I was talking with the Flautist this weekend about being vegetarian. She is one and always has been while I am an omnivore and always have been. I have tried just eating veggies at times but it has never lasted long as I always felt my diet lacked something and I had serious meat cravings. She told me about an argument against being vegetarian she had trouble with, which was essentially that growing crops kills plenty of animals so even vegetarians kill animals in order to eat. This is of course true to an extent, but could easily be abused.
Let's be frank. If you live in modern society your existence kills animals. Your home is on land that could have housed animals. Your food comes in trucks that run over animals. The farms that make your food slaughter insects by the millions, dismember worms, groundhogs, and other underground critters, and wipe out forest habitat. Your clothes and vehicles and everything else you have also comes from processes that wipe out animals.
Your very life is perched on a gigantic mountain of dead creatures.

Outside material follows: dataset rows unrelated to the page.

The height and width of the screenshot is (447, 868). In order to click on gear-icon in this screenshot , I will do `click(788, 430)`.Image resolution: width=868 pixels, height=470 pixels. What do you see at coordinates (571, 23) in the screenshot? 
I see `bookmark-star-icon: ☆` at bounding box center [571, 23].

Doesn't matter how environmentalist you are, how vegan you are, or how much it bothers you. The only way to stop murdering other creatures for your own life to continue is to die.
Deal with it.
So given that we can't avoid being mass murderers of animals just by living in the society we live in, what are we to do?

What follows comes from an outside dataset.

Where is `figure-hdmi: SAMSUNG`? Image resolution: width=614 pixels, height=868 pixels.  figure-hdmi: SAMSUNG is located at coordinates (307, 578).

We could decide that animal lives are clearly irrelevant and tuck into veal cutlets for every meal while throwing away as much waste as possible.
But we could also be thinking creatures and realize that we can't avoid the carnage we cause but we can minimize it. Nobody can claim to be pure, causing no death and suffering by their passage, but we can work on ways to try to make the devastation we all leave behind a little less.
Being vegetarian is a fine way to do that. A cow takes up far more cropland than veggies do, so vegetarians leave far less death behind them even if you ignore the death of the meat animal itself. There are also strong arguments for vegetarianism from an environmentalist standpoint for basically the same reasons.
The two main reasons I see for people advocating vegetarianism are environmentalist and animal rights related. Both have the same sort of structure though, for my purposes. In our lives we destroy animals and do environmental damage whether we want to or not. Also in both cases we can lessen that damage.
The trick is to not get caught up on any one thing, to my mind. We don't have infinite energy, money, or attention. We can't reduce the animal impact of our eating to zero, so absolutes like "It is wrong to kill animals for our food" aren't useful in the real world. However, we certainly can take steps to try to make our impact less and each person is going to have different ways they try to do that. Different people have different compromises that they can manage.
Some people can manage not eating meat. Some can use no plastic. Some can never fly in a plane. The trick, I think, is to get away from absolutes. It isn't that flying is right or wrong, it is that it has problems we should acknowledge. Same goes for so many other things. We should look at people with the expectation that they make real, serious attempts to make the world better in the ways that make sense for them, even if those ways aren't the ways we ourselves choose.